One of the problems students have with scholarly forms of documentation is that they rarely understand its rhetorical power. They think of documentation defensively, to prevent being charged with theft - as opposed to thinking of sources as expert witnesses brought in to lend support to an argument. One approach to avoid plagiarism is to create plagiarism-proof assignments. Another is to engage students in using references in their research. The practice will make more sense once they've learned to read other's references as an effective research strategy.
Resources

Exercises
Listed here are some downloadable Word documents that can be adapted for use in your classes. Feel free to combine exercises or harvest just the parts you want to use. If you would like to consult with a librarian about these or about other ideas you've had, let us know. These have not been tested, so any feedback you might have would be very valuable.

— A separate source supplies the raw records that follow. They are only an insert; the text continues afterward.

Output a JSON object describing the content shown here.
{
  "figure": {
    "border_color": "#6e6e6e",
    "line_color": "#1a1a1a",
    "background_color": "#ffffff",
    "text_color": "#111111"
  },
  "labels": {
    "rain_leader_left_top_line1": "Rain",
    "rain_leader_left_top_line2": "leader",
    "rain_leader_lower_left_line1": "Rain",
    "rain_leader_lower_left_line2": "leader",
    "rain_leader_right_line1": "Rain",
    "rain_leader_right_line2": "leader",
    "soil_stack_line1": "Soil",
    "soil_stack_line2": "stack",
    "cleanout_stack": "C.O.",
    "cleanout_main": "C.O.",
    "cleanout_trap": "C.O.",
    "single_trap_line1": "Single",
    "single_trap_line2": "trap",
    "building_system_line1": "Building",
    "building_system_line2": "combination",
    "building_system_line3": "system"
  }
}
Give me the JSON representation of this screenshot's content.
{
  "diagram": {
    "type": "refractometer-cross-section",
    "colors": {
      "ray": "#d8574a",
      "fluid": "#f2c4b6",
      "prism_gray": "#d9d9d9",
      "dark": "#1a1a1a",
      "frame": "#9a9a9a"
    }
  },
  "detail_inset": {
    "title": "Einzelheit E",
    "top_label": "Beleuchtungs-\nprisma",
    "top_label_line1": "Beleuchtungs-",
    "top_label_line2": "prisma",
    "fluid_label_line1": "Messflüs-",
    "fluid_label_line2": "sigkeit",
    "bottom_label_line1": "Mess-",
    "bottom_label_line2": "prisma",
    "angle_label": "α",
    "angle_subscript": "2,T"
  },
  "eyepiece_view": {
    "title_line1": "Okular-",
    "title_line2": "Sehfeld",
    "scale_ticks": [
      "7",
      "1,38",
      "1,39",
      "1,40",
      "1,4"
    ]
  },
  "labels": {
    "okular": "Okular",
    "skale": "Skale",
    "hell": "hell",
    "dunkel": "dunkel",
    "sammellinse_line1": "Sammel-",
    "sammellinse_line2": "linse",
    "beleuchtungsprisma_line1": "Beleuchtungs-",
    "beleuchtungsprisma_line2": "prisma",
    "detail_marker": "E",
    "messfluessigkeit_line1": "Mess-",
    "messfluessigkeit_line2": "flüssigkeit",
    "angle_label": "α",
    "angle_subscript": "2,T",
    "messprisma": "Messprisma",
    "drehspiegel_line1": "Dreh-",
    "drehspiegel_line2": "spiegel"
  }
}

    • Collaborative library tour - have students explore parts of the library and report out as the class tours the library together. It might be wise to include a librarian on the day of the tour to clarify any confusion or answer questions that might arise. You may want to provide students with a floor plan.
    • Finding books and articles in the library - a DIY introduction to the basics.
    • Finding biographical information - using reference books and books in the general collection (so only workable for biographical subjects who are likely to have books written about them).
    • Tracing cited works - combines an introduction to the reference section with the nuts-and-bolts of finding out which ones are available in our library. (Note: this is more complex than you might think and may induce a certain level of frustration.)
    • Scholarly v. popular (using science articles) - asks students to read an article from New Scientist, track down the original research on which it is based, and compare the two.
    • Scholarly v. popular - a different approach using the print periodicals collection to compare three publications.
    • Evaluating Web Pages - asks students to compare three Web pages, compare them to a peer-reviewed article on the same topic, and compose a citation. Note that when citing Web pages, there may be more than one "correct" citation, so this could be an opporunity to discuss the purpose of documentation - to provide enough information for your reader to decide whether to track down the source.
    • Reference librarian interview - a form that gently forces students to overcome their anxiety about the "chair of shame" and learn a thing or two in the process.
    • Creating a preliminary bibliography - guidelines for finding and selecting sources.

Writing documented prose and plagiarism
Students have little experience reading or writing documented prose. They often view documentation as a meaningless chore and don't recognize its rhetorical power. On top of that, some students take shortcuts that are simply not acceptable. Be sure to encourage your students to use the excellent assitance provided at our Writing Center; they may also ask for help citing sources at the reference desk, where we keep copies of the major style manuals.

Resources
Feel free to contact Barbara Fister or your department liaison to talk further.
To see if one our labs is available, view the library's instruction calendar.